Nation reboot

Published March 22, 2019
The writer teaches at Quaid-i-Azam University, Islamabad.
The writer teaches at Quaid-i-Azam University, Islamabad.

TOMORROW is Youm-i-Pakistan. A big military parade will be staged to remind 220 million people that the Pakistani nation is alive, well and always at attention. Over the past few weeks nationalist sentiment has been high, Pakistan versus India once again at the forefront of the news cycle. It is apt that March 23 has coincided with state nationalism in the subcontinent at its most intense point in many a year.

In fact, nationalism is in vogue around the world, from the United States to India and from Britain to China. Liberal cosmopolitanism would appear to be on the wane, forceful assertions of the indivisibility of ‘national interest’ and the demonisation of the ‘other’ by populist strongmen like Trump, Modi, Duarte and Erdogan drowning out other competing political narratives.

It is unlikely that this wave of nationalism will last forever; there have been many cycles of exclusivist politics throughout the modern period, coeval with ebbs and flows in the trajectory of global capitalism. Rhetoric proclaiming the death of the nation-state was commonplace in the 1990s as free markets and globalisation were depicted as guarantees of peace and prosperity for peoples around the world.

Even then, however, it was obvious that the nationalism was far from dead. The nation-state has always been constitutive of the capitalist world system, and will continue to be until such a time as capitalist exchange and productive relations no longer mediate the global order. Yes, the tone and tenor of political discourse changes periodically, but this rarely corresponds to transformation of underlying structures. Peace and prosperity for the teeming millions who constitute the proverbial nation requires structural change.

It is unlikely that this wave of nationalism will last forever.

On Youm-i-Pakistan, our nation-state project must confront its past, present and future. To begin with, we must acknowledge the political document inked on this day in 1940 that clearly specified the uniqueness and sovereignty of the many ethnic-linguistic groups that comprise the territory which became Pakistan. Almost 80 years later, the ideologues of the nation-state have yet to move beyond the notion that we have one identity (the dominant faith) and one language — even though this notion has caused conflicts and ironically mired us in an identity crisis.

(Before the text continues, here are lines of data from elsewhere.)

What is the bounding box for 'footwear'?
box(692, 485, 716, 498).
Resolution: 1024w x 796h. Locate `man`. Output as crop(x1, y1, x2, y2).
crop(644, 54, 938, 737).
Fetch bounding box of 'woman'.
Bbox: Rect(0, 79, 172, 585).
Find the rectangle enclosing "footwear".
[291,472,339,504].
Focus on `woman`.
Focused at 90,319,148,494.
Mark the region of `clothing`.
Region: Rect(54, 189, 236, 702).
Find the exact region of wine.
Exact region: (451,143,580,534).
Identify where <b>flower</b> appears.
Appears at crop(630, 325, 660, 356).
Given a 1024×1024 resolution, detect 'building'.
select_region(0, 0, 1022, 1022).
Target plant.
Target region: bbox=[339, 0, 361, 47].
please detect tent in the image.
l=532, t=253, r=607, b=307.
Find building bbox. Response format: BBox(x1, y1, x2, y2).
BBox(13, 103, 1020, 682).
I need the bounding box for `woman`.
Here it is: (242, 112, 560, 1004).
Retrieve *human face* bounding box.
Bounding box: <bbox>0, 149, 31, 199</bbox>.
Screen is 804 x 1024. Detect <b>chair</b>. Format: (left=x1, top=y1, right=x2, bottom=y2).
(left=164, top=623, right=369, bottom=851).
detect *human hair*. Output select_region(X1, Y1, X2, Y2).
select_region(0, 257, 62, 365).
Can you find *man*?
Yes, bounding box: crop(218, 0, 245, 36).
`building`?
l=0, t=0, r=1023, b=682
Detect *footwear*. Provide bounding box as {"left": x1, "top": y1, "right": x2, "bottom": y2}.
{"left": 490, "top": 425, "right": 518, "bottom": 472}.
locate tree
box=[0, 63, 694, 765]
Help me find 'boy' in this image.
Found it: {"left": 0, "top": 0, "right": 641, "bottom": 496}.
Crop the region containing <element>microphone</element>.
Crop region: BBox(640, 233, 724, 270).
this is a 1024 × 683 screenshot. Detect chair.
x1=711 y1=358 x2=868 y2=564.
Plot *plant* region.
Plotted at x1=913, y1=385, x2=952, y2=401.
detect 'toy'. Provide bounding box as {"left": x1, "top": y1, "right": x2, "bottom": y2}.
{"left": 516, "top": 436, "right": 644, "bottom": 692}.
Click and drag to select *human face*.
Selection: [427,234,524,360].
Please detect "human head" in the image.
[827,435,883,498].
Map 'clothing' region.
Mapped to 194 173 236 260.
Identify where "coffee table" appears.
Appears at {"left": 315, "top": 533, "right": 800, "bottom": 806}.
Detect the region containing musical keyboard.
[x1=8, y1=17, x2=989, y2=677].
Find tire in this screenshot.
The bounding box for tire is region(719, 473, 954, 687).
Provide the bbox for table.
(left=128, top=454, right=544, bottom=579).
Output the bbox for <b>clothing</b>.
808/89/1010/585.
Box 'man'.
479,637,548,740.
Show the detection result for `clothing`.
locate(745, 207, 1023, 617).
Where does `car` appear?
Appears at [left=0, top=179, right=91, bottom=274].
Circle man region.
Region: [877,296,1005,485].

Certainly our crisis is not only limited to identity; the state elite’s refusal to acknowledge Pakistan’s diverse ethnic-linguistic essence is both cause and consequence of the former’s refusal to share power and resources. Even today, the achievement that was the 18th Constitutional Amendment is perceived to be under the threat of rollback due to the insecurity of (segments of) the state elite.

The fact that Fata has been brought into the political mainstream and that there is even talk of new provinces — most notably in the Seraiki belt of south Punjab — is a cause for cautious optimism, but as ever, it is from within the state apparatus itself that resistance to change would appear most acute.

Sadly, the oft-invoked establishment still believes that the use of force is the best way to inculcate love for the nation. Needless to say, this approach has proved entirely counterproductive in the past and will continue to be in the future. Organic movements such as the PTM will continue to be popular so long as coercive methods predominate. It is almost a repetitive cycle; today it is Pakhtuns, yesterday it was the Baloch, tomorrow it will be Sindhis or people from Gilgit-Baltistan.

In recent days, much has been made of the exemplary leadership skills of New Zealand’s Prime Minister Jacinda Ardern in responding to the horrific shootings of Muslim prayer-goers in Christchurch mosques last Friday. She has been lauded for affirming her nati­on’s commitment to peace and against hate-mongering, for expressing great empathy for the victims and for her firmness in enforcing a weapons ban. In short, Ardern has tried to bring together the New Zealand nation by calling for unity in diversity, demonstrating that tolerance is the only answer to bigotry.

Of course Ardern is not directly taking on capitalist, patriarchal or imperialist domination. If we are lucky, a Corbyn or Sanders may come to power next year and call attention to the fact that progressive nationalism (read: genuine inter-nationalism) is only possible if we undertake structural transformation of the capitalist-world system.

But in Pakistan even an Ardern-esque figure would represent a step forward. Our nation-state project continues to produce the killers of Mashal Khan and the troubled young man who stabbed a teacher to death in Bahawalpur the other day for daring to organise a co-ed function on a college campus. Eight decades after the Lahore Resolution, we continue to be reminded of Faiz’s famous words: woh intizar tha jis ka, ye wo sehar to nahin (this is the not the daybreak we had waited for).

The writer teaches at Quaid-i-Azam University, Islamabad.